"One can resist the invasión of an army but one cannot resist the invasion of ideas." Victor Hugo

viernes, 24 de octubre de 2014

Uruguay ready to vote next next Sunday

The "election season", which ends months of boisterous election campaign, went into effect today throughout the Uruguay made ​​until after the general elections on Sunday.

Grateful for many citizens, saturated with messages, songs, "spots", brochures, caravans and marches with balloons and banners, the propaganda ban, by definition, seeks to free reflection of the voter.
The 1989 law, which took effect at midnight on Thursday, has the cessation of all acts "proselytizing propaganda on public roads, or open to the public or local media."

The measure also prohibited during this period, among other things, disseminating surveys or "any demonstrations or exhortation addressed to influence the decision" of the voter.

Today is the first day of relative silence, then the competing political parties closed their campaigns on the eve nourished mass rallies that forced the diversion of traffic at various points in Montevideo and the interior.

The ruling Frente Amplio (FA), a favorite in the polls, his campaign closed on La Rambla promenade in a rally, and the opposition (PC) Colorado Party, thirdly, it was in the same artery but several kilometers distance.

Another opposition National Party (PN), second, held its final act in the neighboring department of Canelones, near where the Independence Party (IP), fourth, ended his campaign Tuesday.

The Popular Unity (UP), the Green Party Radical Intransigent (PERI) and the Workers Party (PT), considered minor, closed their campaigns in different neighborhoods of Montevideo.

On the other hand, officials announced that about two thousand policemen will work on election day, in the custody of the ballot box, and law enforcement tasks and about three thousand 800 military support to the Electoral Court at the polling stations around the country.

The Interior Ministry, on the other hand, identified different neighborhoods of the capital for the celebrations of the authorities after learning the results of the elections, probably late Sunday night.

The holder of that portfolio, Eduardo Bonomi, said there have been no incidents and expressed confidence in "the civic culture of the Uruguayan people."

More than two million 600 thousand Uruguayans are eligible to vote for president, vice president, 30 senators and 99 representatives, as well as a constitutional amendment that seeks to lose 18 to 16 the age of criminal responsibility.

If the candidate misses the most votes more than half of the votes, there will be a runoff on Nov. 30 between the two of greater electoral support.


TASK INSTRUCTIONS
Look through the listing for the word "this". Copy each line that has it.

DATA TO USE
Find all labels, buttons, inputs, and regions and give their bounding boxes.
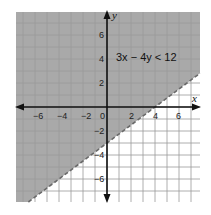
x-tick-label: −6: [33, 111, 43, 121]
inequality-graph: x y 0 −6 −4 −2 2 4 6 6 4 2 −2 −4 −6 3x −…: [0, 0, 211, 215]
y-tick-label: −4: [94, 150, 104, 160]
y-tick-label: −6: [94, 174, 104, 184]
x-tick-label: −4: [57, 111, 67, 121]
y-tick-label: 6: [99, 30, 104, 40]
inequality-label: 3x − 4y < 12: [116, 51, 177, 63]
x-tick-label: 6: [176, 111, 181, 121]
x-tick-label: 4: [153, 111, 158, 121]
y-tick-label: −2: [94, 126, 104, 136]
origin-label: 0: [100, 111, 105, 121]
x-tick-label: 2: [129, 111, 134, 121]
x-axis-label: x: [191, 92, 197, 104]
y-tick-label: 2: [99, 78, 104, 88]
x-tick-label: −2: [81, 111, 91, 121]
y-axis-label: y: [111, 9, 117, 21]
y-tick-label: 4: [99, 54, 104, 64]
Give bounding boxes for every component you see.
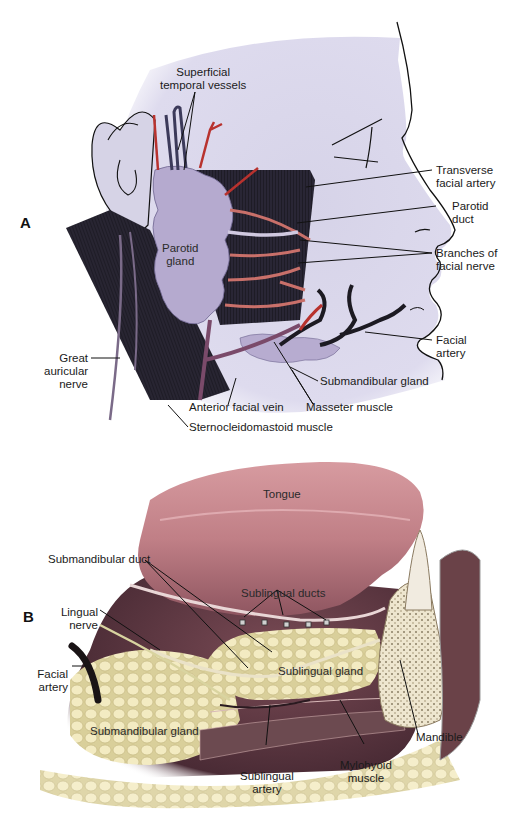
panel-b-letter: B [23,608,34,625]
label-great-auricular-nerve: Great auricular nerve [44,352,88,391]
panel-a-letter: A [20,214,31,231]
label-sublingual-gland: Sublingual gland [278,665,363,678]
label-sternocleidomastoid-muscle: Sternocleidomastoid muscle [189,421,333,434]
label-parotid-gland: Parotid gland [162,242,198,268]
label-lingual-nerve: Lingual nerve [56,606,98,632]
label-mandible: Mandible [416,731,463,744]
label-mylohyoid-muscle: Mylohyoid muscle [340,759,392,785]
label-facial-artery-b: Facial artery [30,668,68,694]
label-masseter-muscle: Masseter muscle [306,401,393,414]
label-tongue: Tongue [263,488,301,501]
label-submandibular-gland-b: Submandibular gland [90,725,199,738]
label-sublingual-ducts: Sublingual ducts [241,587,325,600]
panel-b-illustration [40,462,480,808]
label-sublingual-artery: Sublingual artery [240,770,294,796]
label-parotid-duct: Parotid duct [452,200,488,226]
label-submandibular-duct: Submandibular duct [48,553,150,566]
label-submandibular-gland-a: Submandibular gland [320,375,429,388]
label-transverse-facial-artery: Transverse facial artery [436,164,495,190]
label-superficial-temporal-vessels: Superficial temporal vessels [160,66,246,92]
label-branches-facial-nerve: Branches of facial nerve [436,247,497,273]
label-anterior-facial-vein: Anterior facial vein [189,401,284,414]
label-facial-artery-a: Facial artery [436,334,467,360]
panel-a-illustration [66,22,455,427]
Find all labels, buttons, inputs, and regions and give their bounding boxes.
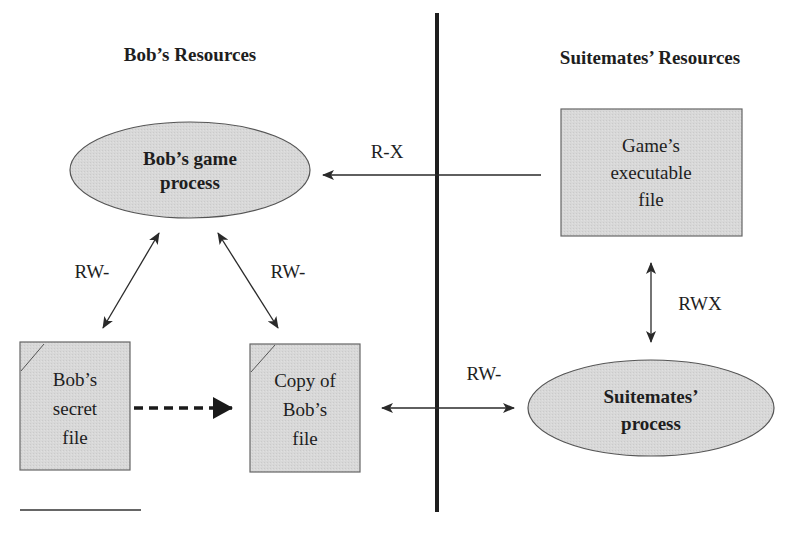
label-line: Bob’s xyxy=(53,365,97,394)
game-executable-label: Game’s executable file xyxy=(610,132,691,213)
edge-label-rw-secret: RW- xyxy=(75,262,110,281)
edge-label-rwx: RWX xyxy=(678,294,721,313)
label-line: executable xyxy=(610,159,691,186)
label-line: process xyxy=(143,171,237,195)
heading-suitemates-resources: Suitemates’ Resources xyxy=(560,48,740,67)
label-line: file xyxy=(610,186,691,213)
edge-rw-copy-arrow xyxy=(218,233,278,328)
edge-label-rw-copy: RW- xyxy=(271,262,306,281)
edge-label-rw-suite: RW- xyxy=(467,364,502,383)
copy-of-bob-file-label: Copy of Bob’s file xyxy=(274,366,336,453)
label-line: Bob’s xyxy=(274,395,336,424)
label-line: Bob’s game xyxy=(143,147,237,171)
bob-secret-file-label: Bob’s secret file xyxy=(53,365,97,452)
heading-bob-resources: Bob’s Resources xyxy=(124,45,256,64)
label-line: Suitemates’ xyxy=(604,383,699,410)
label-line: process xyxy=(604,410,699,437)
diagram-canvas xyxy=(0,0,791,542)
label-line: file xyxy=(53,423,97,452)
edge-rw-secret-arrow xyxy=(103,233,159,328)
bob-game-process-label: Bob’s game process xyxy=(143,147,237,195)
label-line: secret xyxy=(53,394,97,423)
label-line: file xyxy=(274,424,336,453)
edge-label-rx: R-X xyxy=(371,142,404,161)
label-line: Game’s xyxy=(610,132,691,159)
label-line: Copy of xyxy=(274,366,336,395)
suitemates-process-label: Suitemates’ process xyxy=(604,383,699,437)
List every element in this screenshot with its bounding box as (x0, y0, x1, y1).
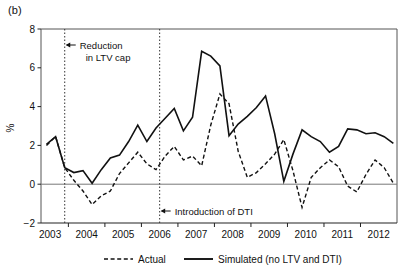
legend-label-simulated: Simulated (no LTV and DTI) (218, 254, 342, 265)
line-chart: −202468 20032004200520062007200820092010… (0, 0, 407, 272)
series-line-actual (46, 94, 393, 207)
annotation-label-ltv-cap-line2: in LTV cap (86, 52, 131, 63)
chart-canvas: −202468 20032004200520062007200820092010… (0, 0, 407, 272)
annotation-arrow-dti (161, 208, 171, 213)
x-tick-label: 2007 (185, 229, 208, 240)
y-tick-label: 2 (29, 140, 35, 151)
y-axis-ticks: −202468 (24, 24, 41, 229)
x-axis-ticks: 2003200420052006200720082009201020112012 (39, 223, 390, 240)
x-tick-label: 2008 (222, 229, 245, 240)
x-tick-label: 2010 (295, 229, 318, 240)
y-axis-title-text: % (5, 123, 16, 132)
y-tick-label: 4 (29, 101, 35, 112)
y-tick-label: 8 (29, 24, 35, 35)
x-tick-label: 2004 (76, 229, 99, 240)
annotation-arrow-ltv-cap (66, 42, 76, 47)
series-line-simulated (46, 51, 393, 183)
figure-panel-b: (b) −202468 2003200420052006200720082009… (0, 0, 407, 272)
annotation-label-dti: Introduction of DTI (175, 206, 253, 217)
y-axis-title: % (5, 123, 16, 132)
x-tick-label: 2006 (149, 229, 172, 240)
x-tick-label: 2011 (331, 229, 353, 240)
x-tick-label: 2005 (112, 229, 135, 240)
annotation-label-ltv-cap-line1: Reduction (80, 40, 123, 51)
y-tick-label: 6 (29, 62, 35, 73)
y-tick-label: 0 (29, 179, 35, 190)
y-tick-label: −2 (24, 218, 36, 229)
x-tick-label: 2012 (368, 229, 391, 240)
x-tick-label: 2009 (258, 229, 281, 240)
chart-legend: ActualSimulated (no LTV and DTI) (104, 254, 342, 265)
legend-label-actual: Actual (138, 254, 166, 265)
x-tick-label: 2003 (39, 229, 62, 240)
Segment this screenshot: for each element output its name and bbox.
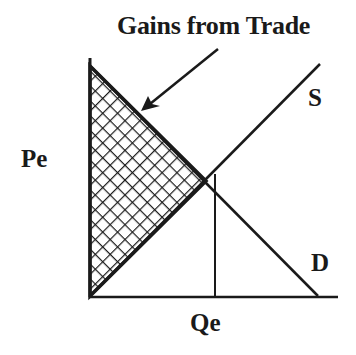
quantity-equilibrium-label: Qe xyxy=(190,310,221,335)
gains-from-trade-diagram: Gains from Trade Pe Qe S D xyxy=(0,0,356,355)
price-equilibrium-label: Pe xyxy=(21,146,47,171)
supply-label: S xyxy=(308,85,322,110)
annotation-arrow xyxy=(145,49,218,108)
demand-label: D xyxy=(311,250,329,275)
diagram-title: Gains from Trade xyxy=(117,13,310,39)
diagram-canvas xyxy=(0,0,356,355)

---

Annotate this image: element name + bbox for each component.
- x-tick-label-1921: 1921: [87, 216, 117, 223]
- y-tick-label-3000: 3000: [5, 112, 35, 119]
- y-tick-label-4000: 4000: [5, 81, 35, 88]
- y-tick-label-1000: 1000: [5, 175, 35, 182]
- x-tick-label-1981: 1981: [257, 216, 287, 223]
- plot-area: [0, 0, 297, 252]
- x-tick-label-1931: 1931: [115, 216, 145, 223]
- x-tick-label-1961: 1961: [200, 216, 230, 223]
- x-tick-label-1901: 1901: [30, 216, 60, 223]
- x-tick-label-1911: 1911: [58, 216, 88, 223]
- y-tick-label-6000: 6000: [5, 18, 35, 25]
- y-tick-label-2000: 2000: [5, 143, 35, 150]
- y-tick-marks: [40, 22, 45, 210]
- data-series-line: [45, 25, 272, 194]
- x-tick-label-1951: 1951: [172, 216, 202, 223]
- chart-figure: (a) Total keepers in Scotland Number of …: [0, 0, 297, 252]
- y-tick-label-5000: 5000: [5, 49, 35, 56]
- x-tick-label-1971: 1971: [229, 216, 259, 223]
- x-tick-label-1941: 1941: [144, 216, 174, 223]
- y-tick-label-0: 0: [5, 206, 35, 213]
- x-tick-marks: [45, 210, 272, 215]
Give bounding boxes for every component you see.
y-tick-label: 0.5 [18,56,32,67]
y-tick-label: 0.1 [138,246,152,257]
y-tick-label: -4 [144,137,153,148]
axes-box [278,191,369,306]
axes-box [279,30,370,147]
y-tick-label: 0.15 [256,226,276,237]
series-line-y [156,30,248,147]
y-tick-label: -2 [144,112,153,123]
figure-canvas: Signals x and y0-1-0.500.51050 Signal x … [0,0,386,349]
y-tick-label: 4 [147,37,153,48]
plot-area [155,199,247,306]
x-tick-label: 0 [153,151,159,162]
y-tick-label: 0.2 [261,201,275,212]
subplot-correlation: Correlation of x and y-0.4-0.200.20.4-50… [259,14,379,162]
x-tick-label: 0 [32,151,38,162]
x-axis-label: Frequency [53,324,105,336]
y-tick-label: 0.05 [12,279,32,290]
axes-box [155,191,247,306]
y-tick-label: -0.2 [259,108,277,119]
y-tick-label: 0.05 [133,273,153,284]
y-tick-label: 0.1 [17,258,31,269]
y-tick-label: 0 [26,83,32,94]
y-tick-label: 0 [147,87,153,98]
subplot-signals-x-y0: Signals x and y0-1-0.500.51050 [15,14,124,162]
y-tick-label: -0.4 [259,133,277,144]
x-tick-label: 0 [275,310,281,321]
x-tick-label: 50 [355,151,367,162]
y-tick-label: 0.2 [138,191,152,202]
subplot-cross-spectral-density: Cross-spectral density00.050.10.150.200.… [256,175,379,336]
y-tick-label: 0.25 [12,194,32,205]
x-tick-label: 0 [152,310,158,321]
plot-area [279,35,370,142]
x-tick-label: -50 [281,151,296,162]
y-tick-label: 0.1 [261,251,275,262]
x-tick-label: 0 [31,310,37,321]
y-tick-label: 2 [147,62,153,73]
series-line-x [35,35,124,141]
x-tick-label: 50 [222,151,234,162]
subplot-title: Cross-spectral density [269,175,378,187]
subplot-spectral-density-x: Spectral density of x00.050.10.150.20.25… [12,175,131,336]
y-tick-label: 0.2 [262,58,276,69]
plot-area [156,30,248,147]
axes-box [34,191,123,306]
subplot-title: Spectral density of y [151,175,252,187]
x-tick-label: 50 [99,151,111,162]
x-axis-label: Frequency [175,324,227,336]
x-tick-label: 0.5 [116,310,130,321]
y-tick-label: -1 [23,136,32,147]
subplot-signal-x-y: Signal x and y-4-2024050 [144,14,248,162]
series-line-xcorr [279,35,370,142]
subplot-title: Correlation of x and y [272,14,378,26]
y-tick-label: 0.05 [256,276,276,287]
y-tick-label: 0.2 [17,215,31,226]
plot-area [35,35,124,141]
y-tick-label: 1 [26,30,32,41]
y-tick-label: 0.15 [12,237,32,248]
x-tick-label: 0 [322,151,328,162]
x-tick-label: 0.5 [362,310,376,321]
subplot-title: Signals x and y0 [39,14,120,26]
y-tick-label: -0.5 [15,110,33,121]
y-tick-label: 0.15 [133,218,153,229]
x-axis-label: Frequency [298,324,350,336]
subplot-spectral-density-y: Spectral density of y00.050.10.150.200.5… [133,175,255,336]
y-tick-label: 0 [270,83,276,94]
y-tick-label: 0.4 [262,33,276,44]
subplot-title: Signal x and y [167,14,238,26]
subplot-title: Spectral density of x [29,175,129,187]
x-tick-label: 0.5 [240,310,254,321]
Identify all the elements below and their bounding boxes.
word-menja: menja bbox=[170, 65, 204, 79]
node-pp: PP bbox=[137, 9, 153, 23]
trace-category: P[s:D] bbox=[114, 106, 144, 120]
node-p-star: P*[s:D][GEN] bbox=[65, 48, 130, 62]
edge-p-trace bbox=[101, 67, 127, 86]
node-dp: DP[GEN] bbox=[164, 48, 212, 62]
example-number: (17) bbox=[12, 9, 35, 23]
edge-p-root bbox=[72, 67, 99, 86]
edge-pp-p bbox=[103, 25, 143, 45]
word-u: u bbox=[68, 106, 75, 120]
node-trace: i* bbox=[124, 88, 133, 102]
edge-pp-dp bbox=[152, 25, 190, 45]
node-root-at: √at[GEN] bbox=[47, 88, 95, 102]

PROBLEM SOLUTION
List every element in this screenshot with its bounding box as (x0, y0, x1, y1).
Segment this screenshot: for each element output its name and bbox.
Annotate this image: element name + bbox for each component.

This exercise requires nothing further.